Researchers have characterized antiviral proteins from midgut and haemolymph of silkworm, Bombyx mori.The inhibitory and antiviral properties of digestive juice of Bombyx mori larvae have been investigated and an unknown substance of high molecular weight in the gut juice has been reported that could inactivate nuclear polyhedrosis virus in vitro [4], [5]. A red fluorescent protein (RFP) from the digestive juice of B. mori has been reported and was found to inactivate the NPV of B. mori, in vitro [6], [7]. Others have reported the agglutination reaction of NPV and RFP [8], [9]. RFP as a wholehas been suggested as having more than one midgut protein and the antiviral activity is attributable to Phospholipase-C (PLC) [10]. The role of Bmlipase-1 (Bombyx mori Lipase-1) and BmSP-2 (Bombyx mori Serine Protease-2) from digestive juice having strong antiviral activity against BmNPV has also been demonstrated [1], [11]. Such substances with some pattern recognition proteins in haemolymph have presented unity and diversity in antiviral substance mechanisms.
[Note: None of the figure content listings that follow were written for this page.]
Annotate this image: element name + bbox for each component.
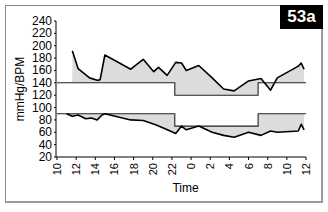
x-tick-label: 16 (108, 163, 120, 175)
x-tick-label: 8 (262, 163, 274, 169)
bp-chart-svg: 2402202001801601401201008060402010121416… (0, 0, 328, 212)
x-tick-label: 0 (185, 163, 197, 169)
x-tick-label: 18 (128, 163, 140, 175)
x-tick-label: 10 (51, 163, 63, 175)
y-axis-title: mmHg/BPM (13, 57, 27, 122)
chart-figure: 53a 240220200180160140120100806040201012… (0, 0, 328, 212)
x-tick-label: 6 (243, 163, 255, 169)
x-tick-label: 10 (281, 163, 293, 175)
x-axis-title: Time (172, 181, 199, 195)
x-tick-label: 14 (89, 163, 101, 175)
diastolic-excess-fill (67, 114, 305, 137)
x-tick-label: 12 (70, 163, 82, 175)
y-tick-label: 20 (39, 150, 53, 164)
x-tick-label: 20 (147, 163, 159, 175)
x-tick-label: 22 (166, 163, 178, 175)
x-tick-label: 4 (223, 163, 235, 169)
x-tick-label: 12 (300, 163, 312, 175)
x-tick-label: 2 (204, 163, 216, 169)
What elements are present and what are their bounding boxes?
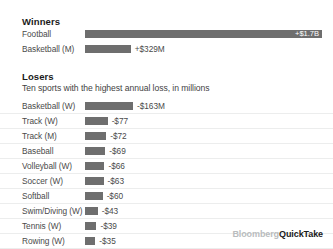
bar-value-label: -$69 bbox=[109, 144, 125, 158]
row-label: Football bbox=[22, 27, 51, 41]
value-bar bbox=[85, 30, 322, 38]
row-label: Swim/Diving (W) bbox=[22, 204, 83, 218]
brand-bloomberg: Bloomberg bbox=[232, 229, 279, 239]
losers-rows: Basketball (W)-$163MTrack (W)-$77Track (… bbox=[0, 99, 333, 249]
bar-value-label: +$329M bbox=[135, 42, 165, 56]
bar-value-label: -$77 bbox=[112, 114, 128, 128]
value-bar bbox=[85, 207, 98, 215]
losers-subtitle: Ten sports with the highest annual loss,… bbox=[0, 82, 333, 93]
bar-value-label: +$1.7B bbox=[295, 27, 319, 41]
bar-value-label: -$39 bbox=[100, 219, 116, 233]
winners-heading: Winners bbox=[0, 16, 333, 27]
value-bar bbox=[85, 177, 104, 185]
row-label: Tennis (W) bbox=[22, 219, 61, 233]
row-label: Baseball bbox=[22, 144, 53, 158]
value-bar bbox=[85, 237, 95, 245]
row-bar-track: +$1.7B bbox=[85, 27, 323, 41]
value-bar bbox=[85, 192, 103, 200]
row-label: Soccer (W) bbox=[22, 174, 63, 188]
winners-rows: Football+$1.7BBasketball (M)+$329M bbox=[0, 27, 333, 57]
row-label: Volleyball (W) bbox=[22, 159, 72, 173]
bar-value-label: -$63 bbox=[108, 174, 124, 188]
row-bar-track: -$66 bbox=[85, 159, 323, 173]
chart-row: Track (M)-$72 bbox=[0, 129, 333, 144]
row-label: Track (W) bbox=[22, 114, 58, 128]
row-bar-track: -$63 bbox=[85, 174, 323, 188]
chart-row: Track (W)-$77 bbox=[0, 114, 333, 129]
chart-row: Volleyball (W)-$66 bbox=[0, 159, 333, 174]
losers-section: Losers Ten sports with the highest annua… bbox=[0, 57, 333, 249]
row-label: Rowing (W) bbox=[22, 234, 65, 248]
bar-value-label: -$60 bbox=[107, 189, 123, 203]
row-bar-track: -$69 bbox=[85, 144, 323, 158]
value-bar bbox=[85, 45, 131, 53]
row-label: Basketball (W) bbox=[22, 99, 75, 113]
row-label: Track (M) bbox=[22, 129, 57, 143]
chart-row: Swim/Diving (W)-$43 bbox=[0, 204, 333, 219]
bar-value-label: -$163M bbox=[137, 99, 165, 113]
brand-quicktake: QuickTake bbox=[279, 229, 323, 239]
row-bar-track: -$72 bbox=[85, 129, 323, 143]
value-bar bbox=[85, 162, 104, 170]
chart-row: Basketball (W)-$163M bbox=[0, 99, 333, 114]
value-bar bbox=[85, 147, 105, 155]
value-bar bbox=[85, 117, 108, 125]
chart-row: Football+$1.7B bbox=[0, 27, 333, 42]
chart-row: Soccer (W)-$63 bbox=[0, 174, 333, 189]
row-bar-track: -$163M bbox=[85, 99, 323, 113]
row-label: Basketball (M) bbox=[22, 42, 74, 56]
value-bar bbox=[85, 222, 96, 230]
losers-heading: Losers bbox=[0, 71, 333, 82]
row-bar-track: -$43 bbox=[85, 204, 323, 218]
brand-footer: BloombergQuickTake bbox=[232, 229, 323, 239]
row-bar-track: -$60 bbox=[85, 189, 323, 203]
chart-row: Baseball-$69 bbox=[0, 144, 333, 159]
bar-value-label: -$35 bbox=[99, 234, 115, 248]
winners-section: Winners Football+$1.7BBasketball (M)+$32… bbox=[0, 0, 333, 57]
bar-value-label: -$43 bbox=[102, 204, 118, 218]
row-bar-track: +$329M bbox=[85, 42, 323, 56]
row-label: Softball bbox=[22, 189, 49, 203]
bar-value-label: -$66 bbox=[108, 159, 124, 173]
row-bar-track: -$77 bbox=[85, 114, 323, 128]
value-bar bbox=[85, 102, 133, 110]
chart-row: Basketball (M)+$329M bbox=[0, 42, 333, 57]
chart-row: Softball-$60 bbox=[0, 189, 333, 204]
bar-value-label: -$72 bbox=[110, 129, 126, 143]
value-bar bbox=[85, 132, 106, 140]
Silkworm, Bombyx mori L. fecal matter has been identified as having beneficial effects against different pathophysiological states[12], [13]. Antimicrobial peptide discovery from feces of normal healthy silkworms provides with a logistical option towards invigorating drugs of biological origin that shows “drug-likeness and biological friendliness” in comparison to synthetic drug candidates and would be eco-friendly and aqua-soluble, preventing the residual anxiety and toxicity. This would have significant impact as pathogenic microbes have gained resistance to various innovative drugs such as Amoxicillin and Ciprofloxacin [14], [15]. Additionally, the drug toxicity to the host tissue remains a contentious issue with its obvious cost at the market, which leads to inequality in the distribution and procurement. This would guarantee a surplus for the sericulture farms as the drug candidates would be obtained as a by-product of seri-farming practices. It could also be envisioned that the drug candidate can be used as an effective antimicrobial agent in silk insect producing farms.
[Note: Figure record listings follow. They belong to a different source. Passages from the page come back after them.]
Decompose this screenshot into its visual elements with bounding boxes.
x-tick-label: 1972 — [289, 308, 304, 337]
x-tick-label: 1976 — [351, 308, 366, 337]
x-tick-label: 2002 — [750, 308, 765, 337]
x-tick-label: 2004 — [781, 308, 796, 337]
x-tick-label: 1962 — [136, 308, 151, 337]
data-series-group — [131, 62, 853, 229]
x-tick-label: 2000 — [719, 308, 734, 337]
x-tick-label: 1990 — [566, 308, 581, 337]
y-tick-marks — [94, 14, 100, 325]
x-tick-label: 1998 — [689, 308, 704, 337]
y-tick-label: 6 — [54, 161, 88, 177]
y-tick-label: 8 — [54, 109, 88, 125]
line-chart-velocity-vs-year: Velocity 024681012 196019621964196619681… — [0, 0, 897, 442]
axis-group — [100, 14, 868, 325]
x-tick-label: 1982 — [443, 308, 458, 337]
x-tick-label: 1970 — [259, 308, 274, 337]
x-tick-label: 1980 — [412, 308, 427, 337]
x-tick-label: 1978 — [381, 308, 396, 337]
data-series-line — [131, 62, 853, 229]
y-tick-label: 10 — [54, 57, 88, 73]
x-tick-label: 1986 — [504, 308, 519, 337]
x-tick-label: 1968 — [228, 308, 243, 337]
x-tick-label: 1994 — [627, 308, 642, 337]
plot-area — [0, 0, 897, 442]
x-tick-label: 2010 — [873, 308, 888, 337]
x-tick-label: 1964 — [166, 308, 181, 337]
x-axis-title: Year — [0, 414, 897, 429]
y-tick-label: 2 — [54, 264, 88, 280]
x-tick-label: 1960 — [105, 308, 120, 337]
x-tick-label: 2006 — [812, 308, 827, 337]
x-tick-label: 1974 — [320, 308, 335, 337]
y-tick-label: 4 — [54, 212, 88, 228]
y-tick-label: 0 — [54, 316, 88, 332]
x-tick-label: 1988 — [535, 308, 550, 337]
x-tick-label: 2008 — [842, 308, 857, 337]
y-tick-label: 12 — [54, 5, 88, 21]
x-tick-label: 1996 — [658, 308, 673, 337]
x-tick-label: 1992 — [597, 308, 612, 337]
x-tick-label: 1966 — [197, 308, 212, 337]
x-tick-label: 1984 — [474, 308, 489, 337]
So far, literature is sparse in relation to antiviral substances isolated and purified from silkworm excrement. Antiviral substances were observed to inactivate many types of cells in suspension and recognized mannose on cell surface leading to aggregation. Antiviral proteins have been purified from silkworm fecal matter and reported to be glycoproteins [16]. The proteins purified have been reported to act as an antiviral against enveloped viruses such as human immunodeficiency virus (HIV), Sendai virus (HVJ), herpes simplex virus [17] and lately NPV [13] and also antibacterial against infectious clinical strains such as Staphylococcus aureus, Bacillus subtilis, Streptococcus hemolyticus, Salmonella typhi, E. coli, Pseudomonas aeruginosa and Klebsiella Pneumoniae [18]. Antiviral activity of L4-1 against HVJ-LLC-MK2 cell system depends on light irradiation and is inhibited by sodium sulphite and anaerobic conditions. The activity was due to damage to viral proteins caused by reactive oxygen species produced by L4-1 [19], [20].
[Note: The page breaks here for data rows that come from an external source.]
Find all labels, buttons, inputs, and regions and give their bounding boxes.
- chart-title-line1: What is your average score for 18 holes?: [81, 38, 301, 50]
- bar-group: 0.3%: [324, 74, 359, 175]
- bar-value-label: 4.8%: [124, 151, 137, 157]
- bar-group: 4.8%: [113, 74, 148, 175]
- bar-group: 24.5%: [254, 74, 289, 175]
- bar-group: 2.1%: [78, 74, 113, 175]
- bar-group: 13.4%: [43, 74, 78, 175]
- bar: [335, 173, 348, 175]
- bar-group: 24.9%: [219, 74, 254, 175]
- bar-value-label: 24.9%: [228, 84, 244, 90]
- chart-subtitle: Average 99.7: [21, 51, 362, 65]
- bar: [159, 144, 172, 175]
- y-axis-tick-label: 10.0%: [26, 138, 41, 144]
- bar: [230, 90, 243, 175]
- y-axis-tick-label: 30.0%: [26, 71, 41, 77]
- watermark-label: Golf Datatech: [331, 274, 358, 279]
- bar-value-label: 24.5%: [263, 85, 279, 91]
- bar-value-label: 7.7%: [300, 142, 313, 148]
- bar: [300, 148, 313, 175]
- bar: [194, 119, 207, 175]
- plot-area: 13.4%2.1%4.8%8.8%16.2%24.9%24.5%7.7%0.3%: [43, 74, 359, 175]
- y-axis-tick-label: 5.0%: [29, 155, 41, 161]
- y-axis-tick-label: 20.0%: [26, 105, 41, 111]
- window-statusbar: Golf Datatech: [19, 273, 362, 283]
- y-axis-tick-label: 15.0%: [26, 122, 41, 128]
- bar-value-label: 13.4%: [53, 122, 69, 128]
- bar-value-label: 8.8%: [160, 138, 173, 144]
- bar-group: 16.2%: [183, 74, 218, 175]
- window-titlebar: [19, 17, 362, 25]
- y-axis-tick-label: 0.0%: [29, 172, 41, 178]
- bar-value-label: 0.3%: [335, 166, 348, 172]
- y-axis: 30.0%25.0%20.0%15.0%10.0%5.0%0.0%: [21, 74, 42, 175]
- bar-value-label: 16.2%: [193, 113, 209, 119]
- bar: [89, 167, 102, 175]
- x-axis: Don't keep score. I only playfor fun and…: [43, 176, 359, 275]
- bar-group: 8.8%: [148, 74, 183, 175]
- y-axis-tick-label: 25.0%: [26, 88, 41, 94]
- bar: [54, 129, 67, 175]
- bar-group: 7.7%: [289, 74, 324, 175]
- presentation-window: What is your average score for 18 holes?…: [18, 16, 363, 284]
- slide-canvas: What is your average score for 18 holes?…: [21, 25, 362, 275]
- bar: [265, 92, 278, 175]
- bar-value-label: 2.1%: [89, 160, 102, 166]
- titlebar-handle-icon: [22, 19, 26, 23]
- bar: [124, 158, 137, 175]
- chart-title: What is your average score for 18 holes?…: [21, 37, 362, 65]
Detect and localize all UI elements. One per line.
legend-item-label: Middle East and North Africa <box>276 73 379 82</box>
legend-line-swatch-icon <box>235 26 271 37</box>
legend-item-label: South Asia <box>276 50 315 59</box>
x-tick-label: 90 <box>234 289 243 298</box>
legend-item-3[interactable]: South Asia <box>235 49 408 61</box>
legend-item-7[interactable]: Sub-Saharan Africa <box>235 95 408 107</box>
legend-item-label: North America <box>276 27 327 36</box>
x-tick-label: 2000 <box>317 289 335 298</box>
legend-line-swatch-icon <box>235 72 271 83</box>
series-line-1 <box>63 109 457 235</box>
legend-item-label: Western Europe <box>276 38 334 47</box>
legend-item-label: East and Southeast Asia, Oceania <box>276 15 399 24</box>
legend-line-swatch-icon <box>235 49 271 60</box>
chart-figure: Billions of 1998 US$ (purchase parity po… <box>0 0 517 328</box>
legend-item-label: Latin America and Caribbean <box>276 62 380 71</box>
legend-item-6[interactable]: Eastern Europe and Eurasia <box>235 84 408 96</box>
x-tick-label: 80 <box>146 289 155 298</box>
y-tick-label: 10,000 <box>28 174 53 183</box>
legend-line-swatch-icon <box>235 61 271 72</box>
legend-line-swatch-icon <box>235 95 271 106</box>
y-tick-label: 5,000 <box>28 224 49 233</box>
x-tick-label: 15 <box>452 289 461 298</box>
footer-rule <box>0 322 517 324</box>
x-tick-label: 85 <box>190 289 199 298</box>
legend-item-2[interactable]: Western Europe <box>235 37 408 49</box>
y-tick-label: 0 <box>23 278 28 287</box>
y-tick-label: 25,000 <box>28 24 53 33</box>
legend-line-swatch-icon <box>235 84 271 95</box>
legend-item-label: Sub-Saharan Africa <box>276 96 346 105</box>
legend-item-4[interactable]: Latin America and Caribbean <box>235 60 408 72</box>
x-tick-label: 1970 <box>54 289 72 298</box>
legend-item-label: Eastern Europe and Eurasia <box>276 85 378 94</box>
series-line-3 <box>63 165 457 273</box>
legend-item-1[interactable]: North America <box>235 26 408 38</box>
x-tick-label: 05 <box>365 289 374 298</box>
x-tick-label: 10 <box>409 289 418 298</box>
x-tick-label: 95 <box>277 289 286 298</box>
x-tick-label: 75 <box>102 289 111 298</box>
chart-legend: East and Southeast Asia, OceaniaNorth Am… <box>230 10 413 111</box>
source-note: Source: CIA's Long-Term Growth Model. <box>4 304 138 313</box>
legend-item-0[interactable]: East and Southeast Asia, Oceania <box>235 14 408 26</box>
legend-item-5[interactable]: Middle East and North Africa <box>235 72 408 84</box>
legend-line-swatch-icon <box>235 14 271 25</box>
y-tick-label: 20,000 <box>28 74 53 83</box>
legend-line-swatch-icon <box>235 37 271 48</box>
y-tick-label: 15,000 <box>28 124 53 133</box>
An enveloped animal virus, vesicular stomatitis virus (VSV, an RNA virus), was also inhibited by chlorophyll derivatives (CpD) from silkworm excreta in photodynamic antimicrobial chemotherapy (PACT) [21]. Further, inhibition of viral RNA synthesis was observed in host cells inoculated with CpD-PACT treated virus. In addition, the CpD acts as an efficient photodynamic antiviral agent. CpD was also studied towards evaluation of its inhibitory effects on a mouse retrovirus isolated from the gross leukemia virus (GLV)-producing TGV cell line and was associated with immediate inhibition of GLV associated reverse transcriptase (RT) activity, suggesting its potential as an anti-retroviral agent. [19]. In addition, the methanolic extracts of silkworm fecal matter showed cytotoxic effects on HT-29 human colon cancer cells by induction of apoptosis involving mitochondrial-mediated pathway [22].

Bioactive principles of silkworm feces have been explored in the field of medicine against various traditional infections in China [23]. Silkworm midgut membrane protein (P252) that binds chlorophyllide forming a red fluorescent protein (RFP) has been shown to have significant antimicrobial activity [24]. Silkworm excretory-RFP associated with two photochromic moieties as tetrapyrrole –I (TP-I) and tetrapyrrole –II (TP-II) and having broad-spectrum antimicrobial functions against some common bacteria and fungus have been also reported [25], [26]. The oral administration of RFPs has proved beneficial as it led to significant decrease in the incidence of nucleopolyhedrosis in silkworms [27].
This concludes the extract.